(The following article by Elizabeth Allen was posted on the San Antonio Express-News website on November 11.)
SAN ANTONIO, Texas — For weeks, Bexar County Judge Nelson Wolff, Mayor Ed Garza and other local leaders had planned a Washington trip to lobby for tougher rail safety standards.
But after Wednesday’s fatal railroad incident Wolff decided not to wait for a face-to-face meeting.
He fired off letters to San Antonio’s congressional delegation and to Union Pacific’s president.
“Here we are, just a few days before we leave, and another one occurs,” he said after visiting the site. “It adds a lot more urgency to it.”
Wolff’s letter to UP President Jim Young asked him to order a 24-hour suspension of San Antonio operations so rail managers can meet with crews on safety issues.
Wolff also asked Young to send extra managers to San Antonio to beef up safety instruction and oversight.
“I understand that the fiscal and operational costs associated with a 24-hour stand down will be substantial,” Wolff wrote. “However, this cannot begin to compare with the cost to our community in lost lives.”
Wolff pointed to Toyota’s two-day halt of construction work on its San Antonio site in September to emphasize safety after an increase in on-site accidents.
Young replied in a phone message that the company wouldn’t halt rail traffic for 24 hours because it would be too costly and back up traffic, Wolff said later.
Young said UP would send more senior managers, implement a “safety blitz,” and slow the flow of traffic.
“We’re going to talk some more” today, Wolff said.
Wolff said he asked for more senior managers because it seems the derailments have been caused by employee errors.
In letters to congressional representatives, Wolff noted a recent New York Times article outlining a friendly relationship between federal regulators and railroad officials.
He and the others will meet Tuesday morning with the chairman of the National Transportation Safety Board, the administrator of the Federal Railroad Administration, and the San Antonio congressional delegation in Sen. Kay Bailey Hutchison’s office, said Hutchison spokesman Kevin Schweers.
Hutchison issued a news release Wednesday calling for “a top-to-bottom review of San Antonio’s railroad corridor.”
However, some things could be handled by the railroad right now, said Seth Mitchell, Wolff’s chief of staff.
Mitchell worked for Southern Pacific, a train company later absorbed by Union Pacific, from 1978 to 1984.
“If I had been responsible for six derailments in six months, I would be out of a job,” he said.
Councilman Richard Perez said he just wants to know why the tragedies keep occurring — most of them in his district.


» **WHAT YOU ARE ASKED TO DO**: For each line in the data below that has the word "Export", copy that line.

(Extracted records)
╔══

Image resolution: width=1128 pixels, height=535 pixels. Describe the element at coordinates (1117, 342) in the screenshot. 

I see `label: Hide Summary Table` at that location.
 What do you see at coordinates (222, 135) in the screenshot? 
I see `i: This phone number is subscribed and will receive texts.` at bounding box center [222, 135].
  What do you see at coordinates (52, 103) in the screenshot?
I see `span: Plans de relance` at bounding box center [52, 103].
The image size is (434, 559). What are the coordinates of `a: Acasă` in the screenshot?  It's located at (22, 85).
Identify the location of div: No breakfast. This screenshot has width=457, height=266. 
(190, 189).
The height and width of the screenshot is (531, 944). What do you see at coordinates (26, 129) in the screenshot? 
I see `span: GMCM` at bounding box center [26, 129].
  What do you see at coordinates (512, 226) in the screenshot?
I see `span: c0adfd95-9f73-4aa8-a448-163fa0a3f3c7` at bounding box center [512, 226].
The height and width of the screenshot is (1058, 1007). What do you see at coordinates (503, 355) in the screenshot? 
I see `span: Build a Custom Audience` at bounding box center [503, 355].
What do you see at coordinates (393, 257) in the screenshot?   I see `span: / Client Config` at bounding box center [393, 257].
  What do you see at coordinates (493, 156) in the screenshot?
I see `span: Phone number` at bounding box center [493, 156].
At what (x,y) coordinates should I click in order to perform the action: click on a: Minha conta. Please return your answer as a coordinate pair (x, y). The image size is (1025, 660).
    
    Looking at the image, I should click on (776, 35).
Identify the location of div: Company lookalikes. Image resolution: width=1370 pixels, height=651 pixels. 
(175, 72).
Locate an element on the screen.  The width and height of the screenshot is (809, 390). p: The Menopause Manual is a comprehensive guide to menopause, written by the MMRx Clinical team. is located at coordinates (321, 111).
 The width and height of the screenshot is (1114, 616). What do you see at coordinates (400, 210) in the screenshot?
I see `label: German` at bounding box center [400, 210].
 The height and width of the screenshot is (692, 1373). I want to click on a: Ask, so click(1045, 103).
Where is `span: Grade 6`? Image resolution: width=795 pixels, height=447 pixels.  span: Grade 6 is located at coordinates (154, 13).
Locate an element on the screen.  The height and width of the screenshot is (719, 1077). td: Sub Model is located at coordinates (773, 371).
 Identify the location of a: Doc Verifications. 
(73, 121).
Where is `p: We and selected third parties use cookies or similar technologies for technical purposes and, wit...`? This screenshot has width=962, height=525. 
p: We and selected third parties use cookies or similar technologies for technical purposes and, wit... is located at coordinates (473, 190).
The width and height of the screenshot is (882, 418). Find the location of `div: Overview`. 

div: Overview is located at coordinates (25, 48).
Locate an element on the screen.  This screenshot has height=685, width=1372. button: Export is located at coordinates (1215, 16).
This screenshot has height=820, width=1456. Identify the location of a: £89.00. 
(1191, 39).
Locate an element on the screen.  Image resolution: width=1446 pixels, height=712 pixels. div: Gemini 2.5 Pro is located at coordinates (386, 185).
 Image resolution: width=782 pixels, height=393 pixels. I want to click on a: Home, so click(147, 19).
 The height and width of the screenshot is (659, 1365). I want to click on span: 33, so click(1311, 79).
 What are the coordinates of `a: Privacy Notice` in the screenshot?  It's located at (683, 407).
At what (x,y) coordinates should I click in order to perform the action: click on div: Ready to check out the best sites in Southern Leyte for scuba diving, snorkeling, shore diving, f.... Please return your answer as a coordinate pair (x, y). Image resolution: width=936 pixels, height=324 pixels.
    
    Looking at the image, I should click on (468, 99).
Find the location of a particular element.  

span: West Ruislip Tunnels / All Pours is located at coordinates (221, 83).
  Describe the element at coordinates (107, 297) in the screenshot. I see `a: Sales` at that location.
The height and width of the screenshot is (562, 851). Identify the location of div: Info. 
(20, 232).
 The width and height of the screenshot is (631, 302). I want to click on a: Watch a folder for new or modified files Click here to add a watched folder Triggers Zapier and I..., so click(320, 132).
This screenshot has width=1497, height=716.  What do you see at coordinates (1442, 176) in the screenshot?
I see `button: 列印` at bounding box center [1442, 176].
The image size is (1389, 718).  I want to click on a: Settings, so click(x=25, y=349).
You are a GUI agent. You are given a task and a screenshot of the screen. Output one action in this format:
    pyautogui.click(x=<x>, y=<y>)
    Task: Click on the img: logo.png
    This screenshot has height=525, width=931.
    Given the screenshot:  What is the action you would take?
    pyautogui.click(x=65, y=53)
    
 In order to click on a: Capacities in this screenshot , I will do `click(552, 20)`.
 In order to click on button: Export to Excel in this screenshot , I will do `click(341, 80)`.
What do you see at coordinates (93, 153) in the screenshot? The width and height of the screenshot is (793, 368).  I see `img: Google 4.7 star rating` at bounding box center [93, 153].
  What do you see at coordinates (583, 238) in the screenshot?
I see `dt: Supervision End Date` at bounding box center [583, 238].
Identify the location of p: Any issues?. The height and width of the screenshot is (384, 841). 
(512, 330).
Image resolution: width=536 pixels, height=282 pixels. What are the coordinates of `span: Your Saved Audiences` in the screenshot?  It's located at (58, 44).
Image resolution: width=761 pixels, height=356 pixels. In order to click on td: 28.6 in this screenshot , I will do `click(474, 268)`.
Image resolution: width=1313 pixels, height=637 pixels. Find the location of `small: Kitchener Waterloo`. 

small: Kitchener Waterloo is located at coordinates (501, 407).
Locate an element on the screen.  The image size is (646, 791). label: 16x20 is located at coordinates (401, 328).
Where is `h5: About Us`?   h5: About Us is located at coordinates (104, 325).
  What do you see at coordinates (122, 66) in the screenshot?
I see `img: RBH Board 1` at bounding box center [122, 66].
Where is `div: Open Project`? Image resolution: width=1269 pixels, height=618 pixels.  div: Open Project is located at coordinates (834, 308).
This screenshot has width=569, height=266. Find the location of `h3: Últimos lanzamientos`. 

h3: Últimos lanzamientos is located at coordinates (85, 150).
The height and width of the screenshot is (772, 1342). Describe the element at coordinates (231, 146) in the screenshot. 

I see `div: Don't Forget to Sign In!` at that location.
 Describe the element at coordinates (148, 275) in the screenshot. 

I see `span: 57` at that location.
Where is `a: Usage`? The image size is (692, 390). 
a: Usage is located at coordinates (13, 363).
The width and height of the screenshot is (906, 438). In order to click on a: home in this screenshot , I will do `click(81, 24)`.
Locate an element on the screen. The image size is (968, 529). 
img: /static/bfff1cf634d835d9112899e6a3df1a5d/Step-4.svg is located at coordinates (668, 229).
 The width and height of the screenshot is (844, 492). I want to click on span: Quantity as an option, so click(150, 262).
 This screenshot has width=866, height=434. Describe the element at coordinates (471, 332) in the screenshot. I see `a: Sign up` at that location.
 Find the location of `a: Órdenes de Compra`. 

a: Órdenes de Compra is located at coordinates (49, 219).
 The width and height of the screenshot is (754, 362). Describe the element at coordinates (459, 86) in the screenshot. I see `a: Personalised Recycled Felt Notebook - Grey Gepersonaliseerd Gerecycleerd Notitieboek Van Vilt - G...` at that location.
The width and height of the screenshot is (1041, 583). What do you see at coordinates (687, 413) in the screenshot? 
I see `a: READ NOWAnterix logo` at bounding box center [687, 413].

╚══

» **SOLVED EXERCISE**:
Locate an element on the screen.  This screenshot has height=685, width=1372. button: Export is located at coordinates (1215, 16).
 In order to click on button: Export to Excel in this screenshot , I will do `click(341, 80)`.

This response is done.